He is a thin man of average height and ordinary features: grey-green eyes, brown hair, and a mustache. He is a few days shy of turning twenty-four.
His ideas are entirely commonplace and shared by other people in town: they are generally correct regarding concrete and tangible things, and more nebulous and random in other arenas. He has a reflective, even calculating temperament. He will think a great deal about things and not say more than is necessary.
This doesn’t take away from a certain instinctive curiosity he has, a deep impatience that manifests itself not so much in his smaller acts, but rather in the way he goes about adjusting to the world. He dropped out of high school after finishing his freshman year. Then, for several years, he was a clerk at the Aviation Authority. Now he works as a bus driver. Later on, once he is already “brought back from the dead,” he will join his father in construction work.
He is a fine observer, but he might trust himself too much. Over the course of the extraordinary adventure that he is about to experience, he’ll catch some things with such exceptional precision that he’ll be able to draw up very exact diagrams and maps. Other things he will get wrong, and he will be stubborn about sticking to his mistakes.
He will prove to be lucid and calm in the face of danger. And once the danger has passed, he will show a moral courage that should be noted as his main virtue. He will be the only one among the survivors or the victims’ family members who dares to come forward and demand justice.
Does he know anything, on that afternoon of June 9, about the rebellion that will take place later on? He has come home before his shift is over, which could seem suspicious. But it turns out that the bus he drives—number five of all the buses that run along the 10 line in Vicente López—has broken down on him, and the company will confirm this detail.
Does he know anything? He will flatly deny that he does. And he will also add that he doesn’t have a record of any kind—criminal, legal, professional, or political. This claim will also be proven and confirmed.
But despite all that, does he know anything? Many people in Greater Buenos Aires know about it, even if they aren’t thinking of taking part. Still, of the numerous testimonies we collected, there is not one that suggests Livraga was involved or informed.
It is after ten o’clock at night when Juan Carlos leaves his house. He turns right and goes down San Martín Avenue, heading towards Franklin, where there is a bar he often goes to. It’s cold and the streets are not very busy.
A certain indecision overtakes him. He doesn’t know whether to stay and play a game of pool or go to a dance that he promised he would attend.
Chance decides for him. Chance that appears in the form of his friend, Vicente Rodríguez.
12. “I’m Going to Work . . .”
He is a tower of a man, this Vicente Damián Rodríguez, a thirty-five-year-old man who loads cargo at the port and, heavy as he is, plays soccer, a man who retains something childlike in his loudness and his crankiness, who aspires to more than he is able to do, who has bad luck, who will end up chewing on the grass of a barren field, asking desperately for them to kill him, for them to finish killing him since the death that he is gulping down won’t get done flooding him through the ridiculous holes that the Mauser bullets are leaving in him.
He would have liked to be something in life, Vicente Rodríguez. He is teeming with great ideas, great gestures, great words. But life is fierce with people like him. Just having a life will be a constant uphill struggle. And losing it, a never-ending process.
He is married, has three kids and loves them, but of course they need to be fed and sent to school. And that poor house that he rents, surrounded by that thick, dirty wall with that stretch of uncultivated land where the chickens do their pecking, is not what he imagined it would be. Nothing is as he imagined it would be.
He never manages to properly transfer the sense of power that his vigorous muscles give him to the objective world around him. At one time, it’s true, he is active in his union and even serves as a representative, but later all of that falls apart. There’s no union , no representatives in his life anymore. That’s when he understands that he is nobody, that the world belongs to doctors. The sign of his defeat is very clear: in his neighborhood, there is a club, and in that club, a library; he will come here in search of that miraculous source—books—that power seems to flow from.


AIM OF THE EXERCISE — Starting with the line that contains "Identify the location of button: Cancelar.", return every line through the end of the listing below exactly as written. Omit the pictures.

RECORDED DATA —
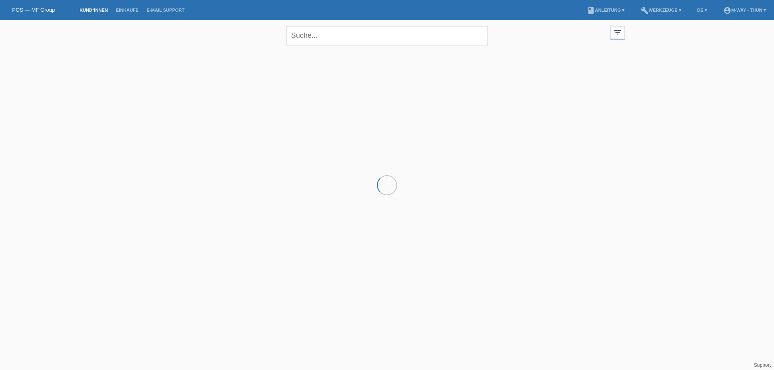 The width and height of the screenshot is (774, 370). Describe the element at coordinates (762, 365) in the screenshot. I see `a: Support` at that location.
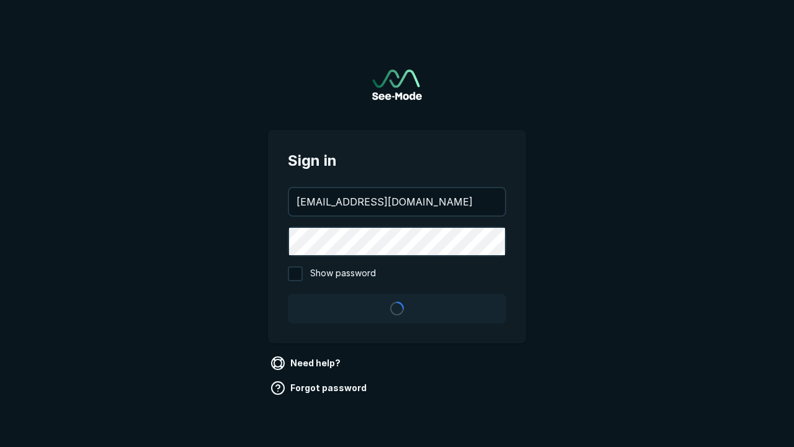 This screenshot has height=447, width=794. What do you see at coordinates (397, 84) in the screenshot?
I see `a: Go to sign in` at bounding box center [397, 84].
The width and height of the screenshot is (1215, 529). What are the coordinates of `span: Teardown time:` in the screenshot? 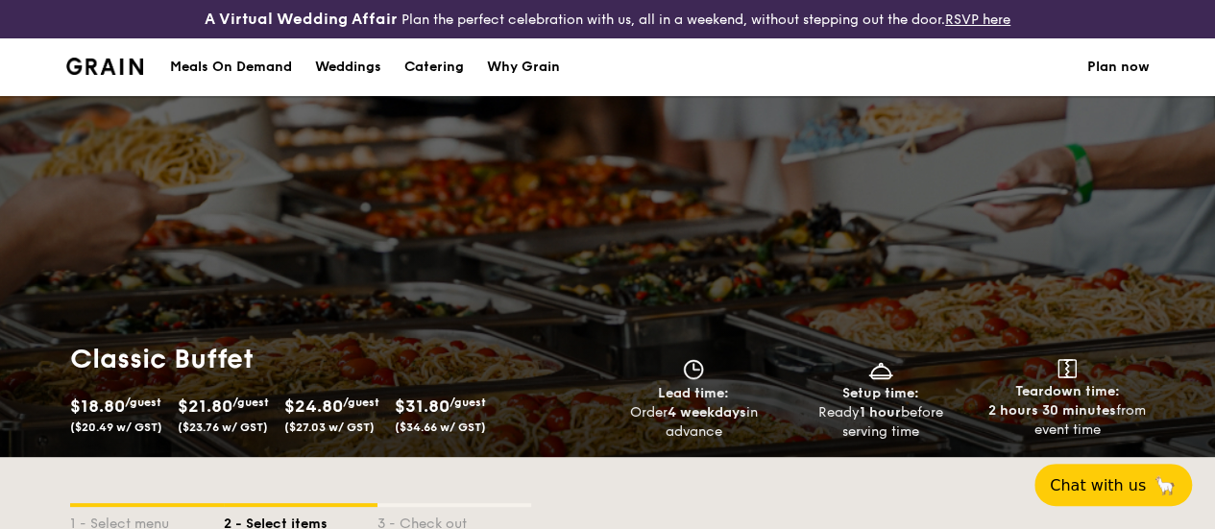 It's located at (1067, 391).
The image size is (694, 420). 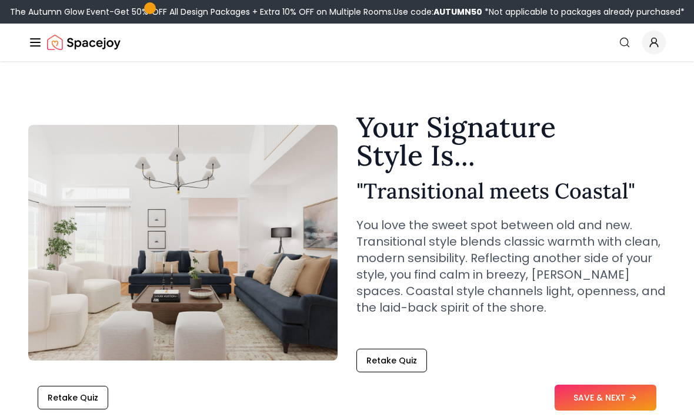 I want to click on h2: " Transitional meets Coastal ", so click(x=511, y=191).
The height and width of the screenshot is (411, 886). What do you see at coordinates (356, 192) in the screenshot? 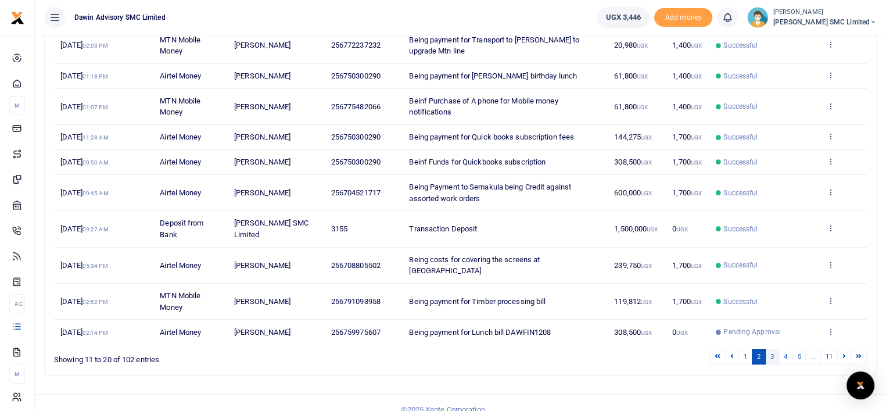
I see `span: 256704521717` at bounding box center [356, 192].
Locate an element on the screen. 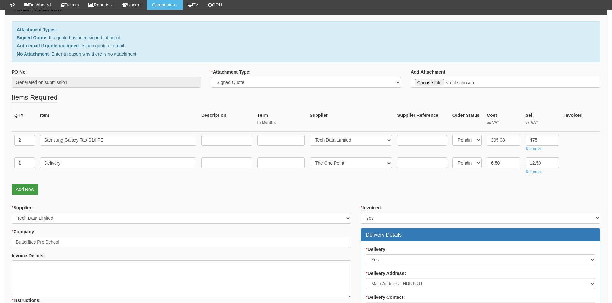 This screenshot has height=303, width=612. label: Delivery Address: is located at coordinates (386, 273).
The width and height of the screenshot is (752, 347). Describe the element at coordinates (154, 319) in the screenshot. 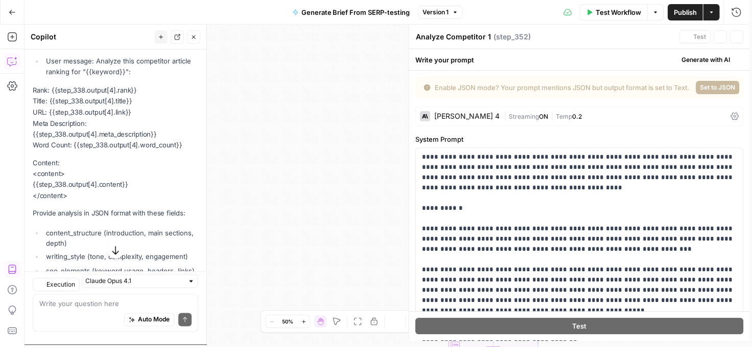

I see `span: Auto Mode` at that location.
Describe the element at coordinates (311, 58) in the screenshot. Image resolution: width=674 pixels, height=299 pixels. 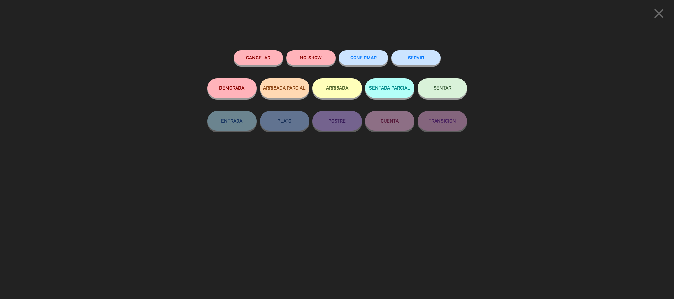
I see `button: NO-SHOW` at that location.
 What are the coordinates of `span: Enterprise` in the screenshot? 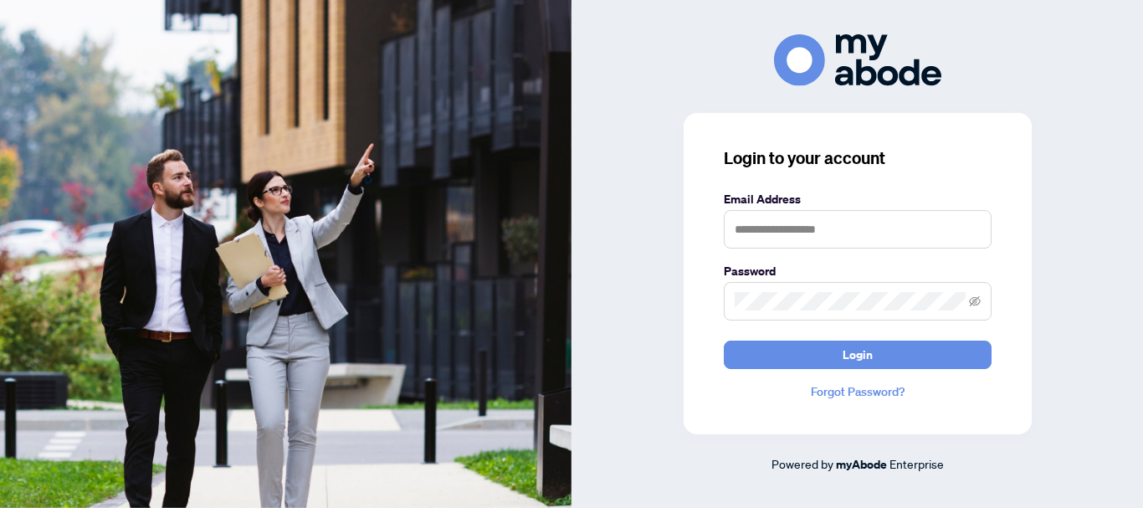 It's located at (916, 464).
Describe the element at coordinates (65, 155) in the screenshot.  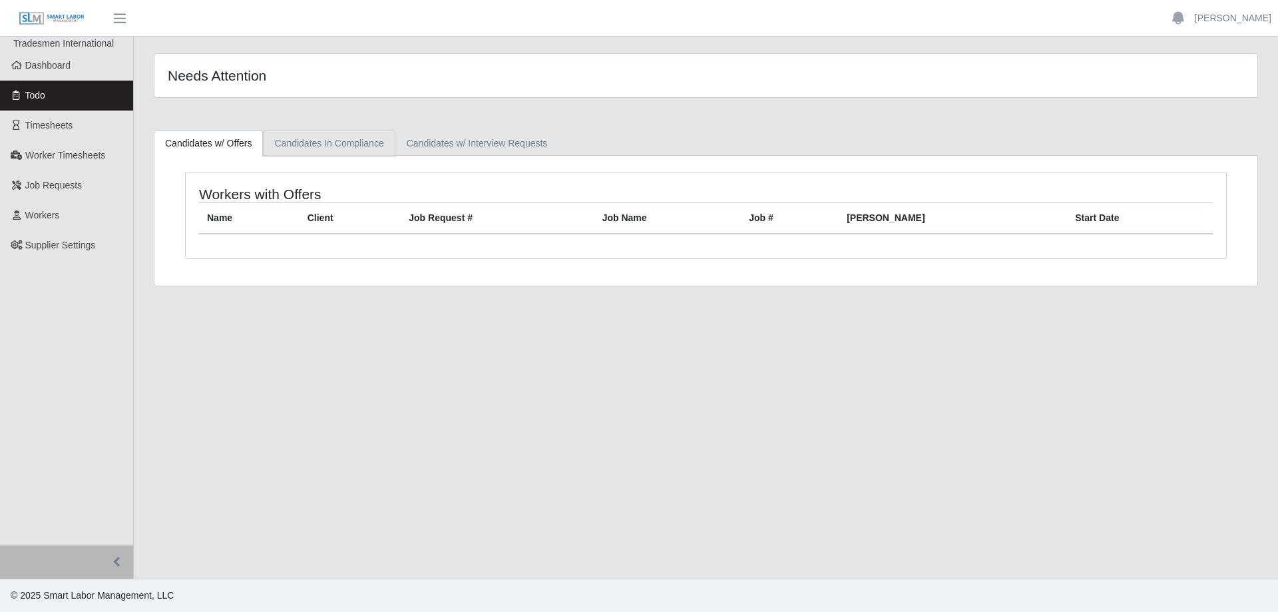
I see `span: Worker Timesheets` at that location.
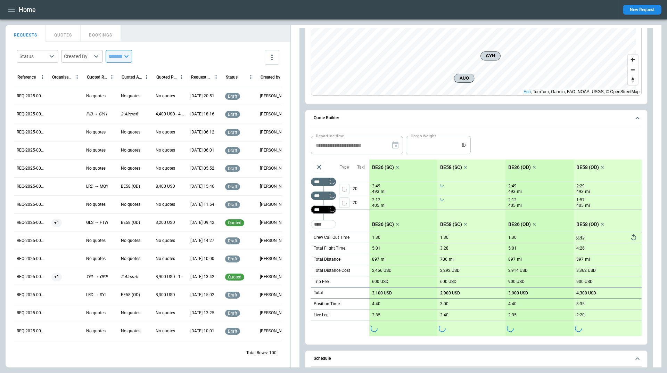 Image resolution: width=667 pixels, height=373 pixels. Describe the element at coordinates (588, 224) in the screenshot. I see `p: BE58 (OD)` at that location.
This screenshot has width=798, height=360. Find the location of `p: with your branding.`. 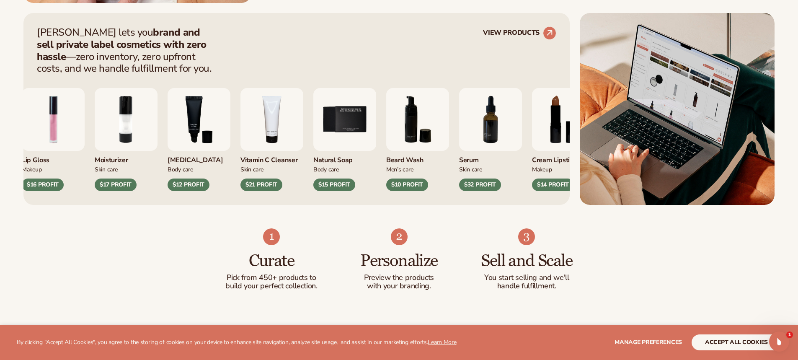

p: with your branding. is located at coordinates (399, 286).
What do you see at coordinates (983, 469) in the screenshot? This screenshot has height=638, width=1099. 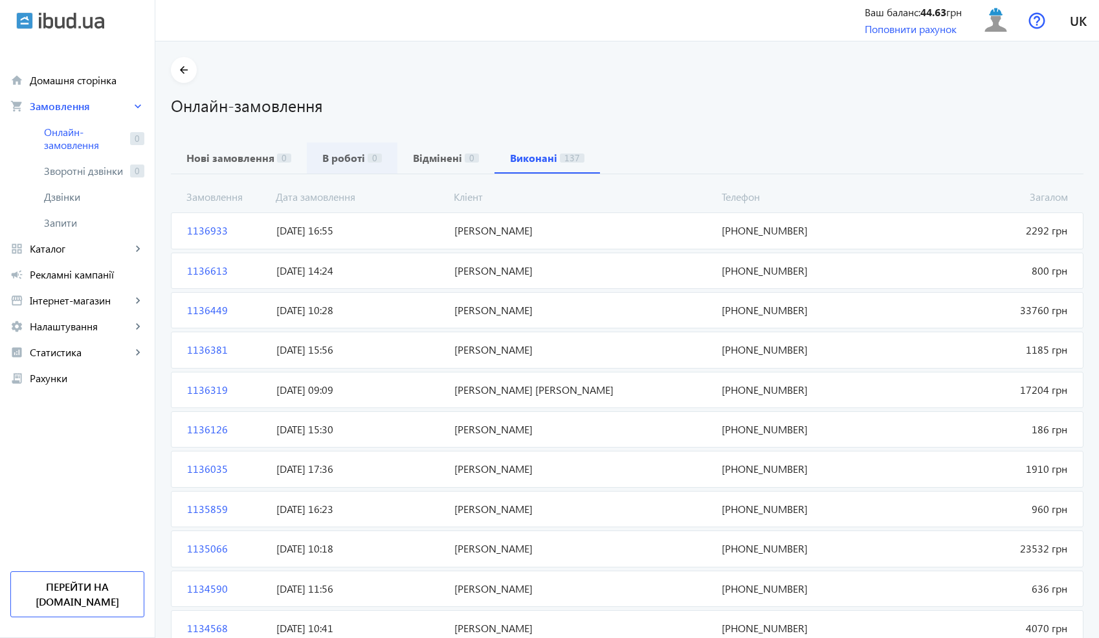 I see `span: 1910 грн` at bounding box center [983, 469].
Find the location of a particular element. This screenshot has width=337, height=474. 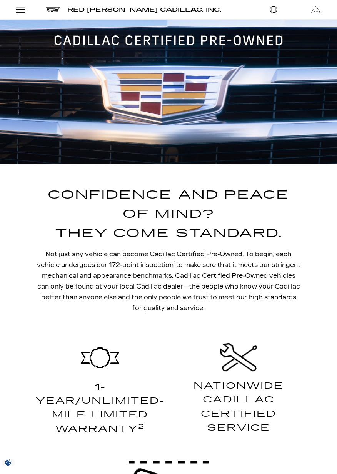

p: Not just any vehicle can become Cadillac Certified Pre-Owned. To begin, each vehicle undergoes ou... is located at coordinates (169, 281).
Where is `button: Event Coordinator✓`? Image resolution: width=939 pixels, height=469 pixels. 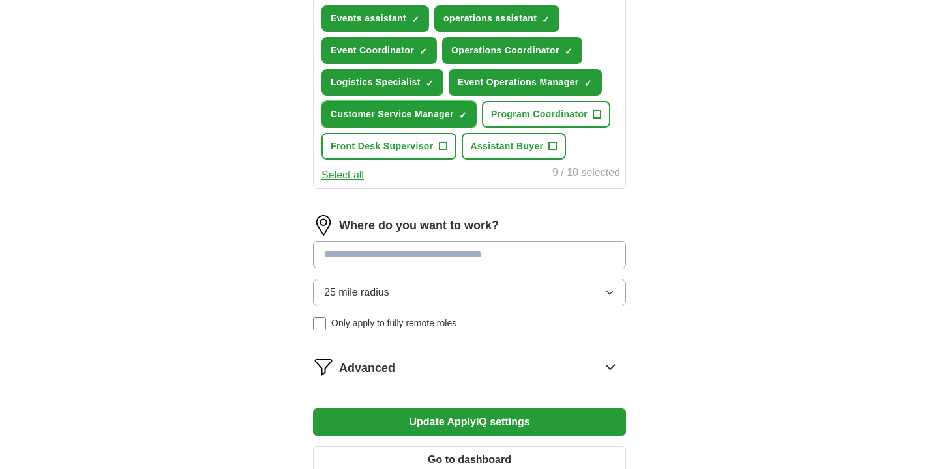 button: Event Coordinator✓ is located at coordinates (379, 50).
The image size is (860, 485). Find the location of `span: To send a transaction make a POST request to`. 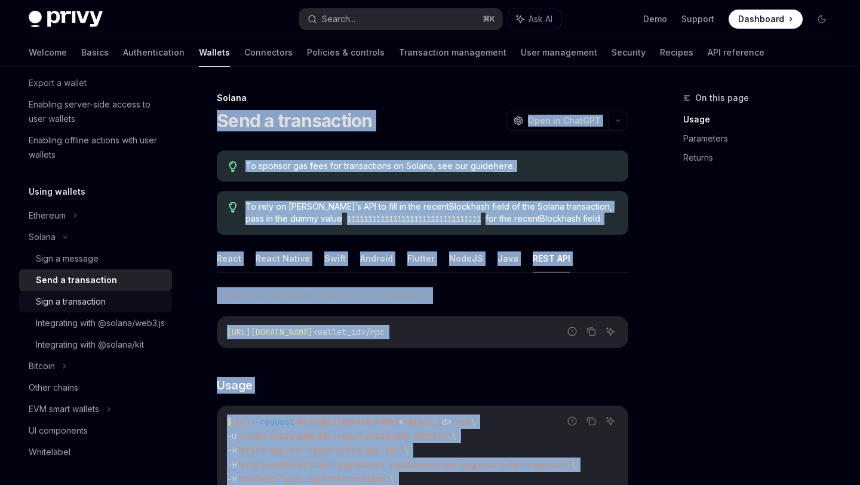

span: To send a transaction make a POST request to is located at coordinates (422, 296).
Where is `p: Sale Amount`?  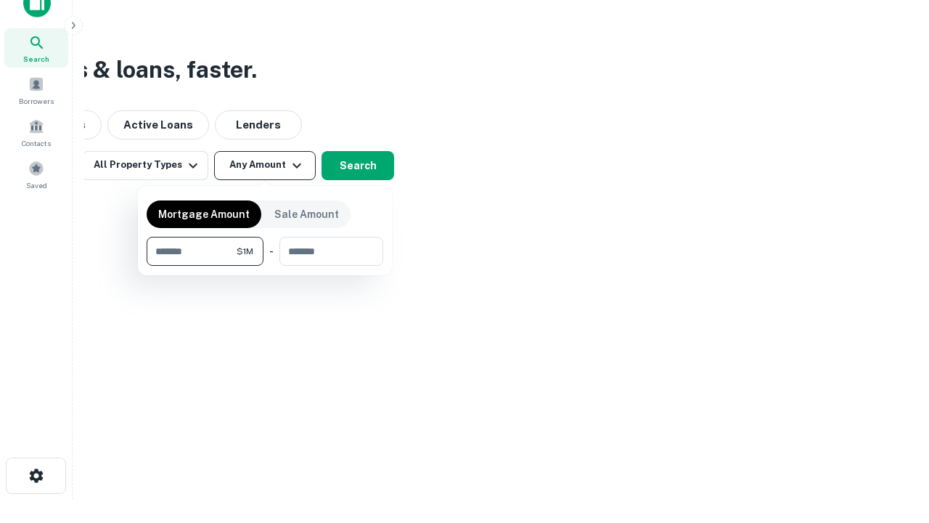
p: Sale Amount is located at coordinates (306, 214).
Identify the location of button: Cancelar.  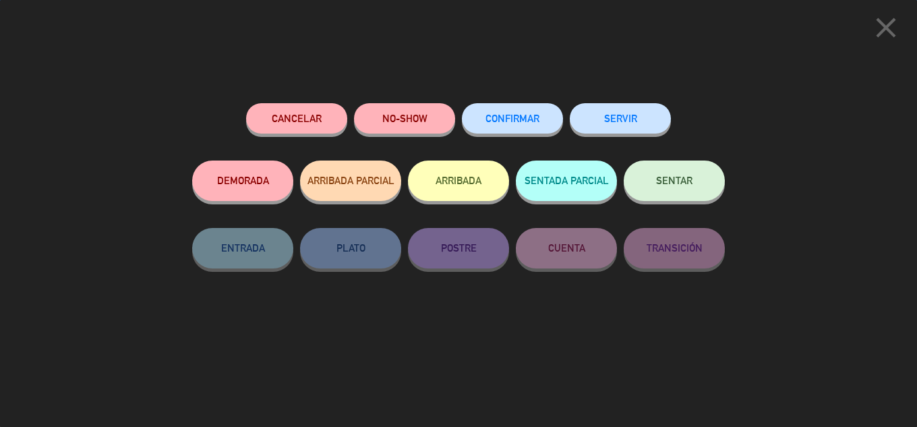
(297, 118).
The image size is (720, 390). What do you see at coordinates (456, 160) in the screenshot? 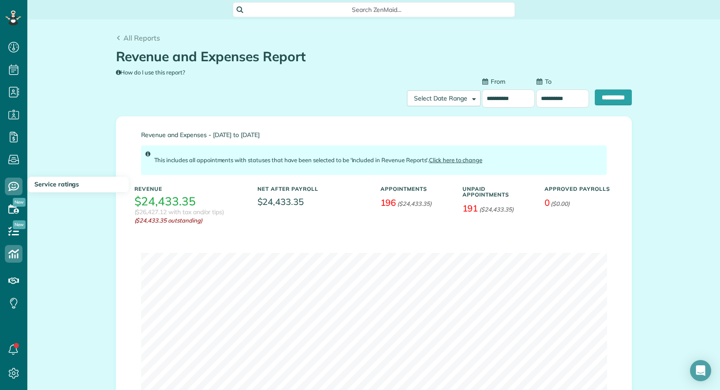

RESULT OF THIS TASK —
Identify the location of button: Cancelar.  
(297, 118).
The image size is (720, 390). What do you see at coordinates (456, 160) in the screenshot? 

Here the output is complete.